Suspicious news, Fact-check alert.

New LiT.RL Project on News Verification

News Verification System PrototypeAs the Director of the Language & Information Technology Research Lab, I’m very pleased to announce that the lab has received a thee-year funding from the Social Sciences and Humanities Research Council of Canada to apply deception identification methods to the news context.

SSHRC, Canada

 

 

In April 2015 we started working on identification of deliberately deceptive misinformation in the institutional mainstream or non-institutional text-based online news. Mistaking deceptive news for authentic reports can create costly negative consequences such as sudden stock fluctuations or reputation loss. Everyday life decision-making, behavior, and mood are influenced by news we receive.

When professional analysts sift through the news, their future forecasts, fact and pattern discovery depend on veracity of the news in “big data” knowledge management and curation areas (specifically, in business intelligence, financial and stock market analysis, or national security and law enforcement). In both lay and professional contexts of news consumption, it is critical to distinguish truthful reports from deceptive ones.

News verification System Prototype, Fake news alert, Copyright © Victoria L. Rubin, 2015.

However, few news verification mechanisms currently exist, and the sheer volume of the information requires novel automated approaches. Below is the graphic display of the prototype idea.

The resulting deception detection methodology will allow making predictions about each previously unseen news piece: is it likely to belong to the truthful or deceptive category?

Legitimate News

A system, based on this methodology, will alert users to most likely deceptive news in the incoming stream of news, or prompt the users to fact-check suspicious news based on certain explicit rationale.

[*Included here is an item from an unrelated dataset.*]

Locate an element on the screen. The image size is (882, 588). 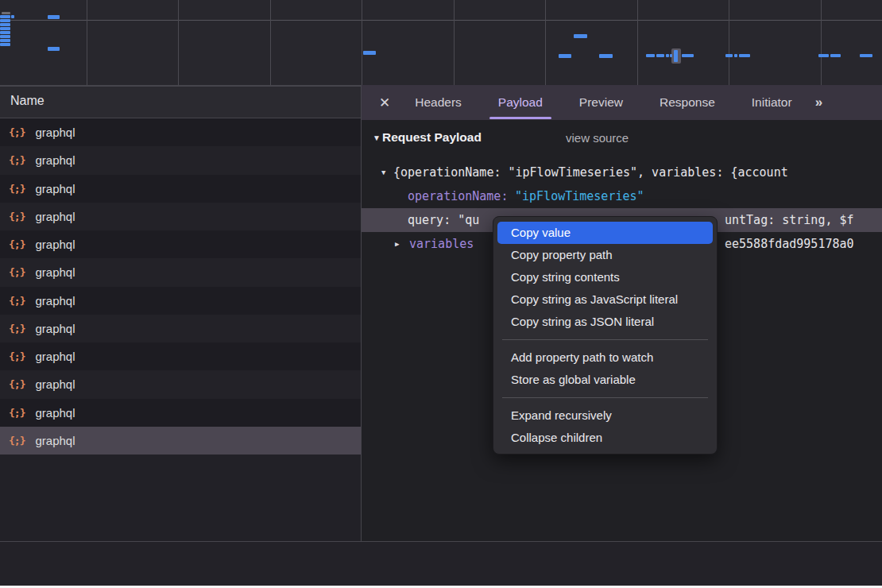
property-key: operationName: is located at coordinates (461, 196).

Suspicious news, Fact-check alert.

News verification methods and tools are timely and beneficial to both lay and professional text-based news consumers. The research significance is four-fold:
1) Automatic analytical methods complement and enhance the notoriously poor human ability to discern information from misinformation.
2) Credibility assessment of digital news sources is improved.
3) The mere awareness of potential digital deception constitutes part of new media literacy and can prevent undesirable consequences.
4) The proposed veracity/deception criterion is also seen as a metric for information quality assessment.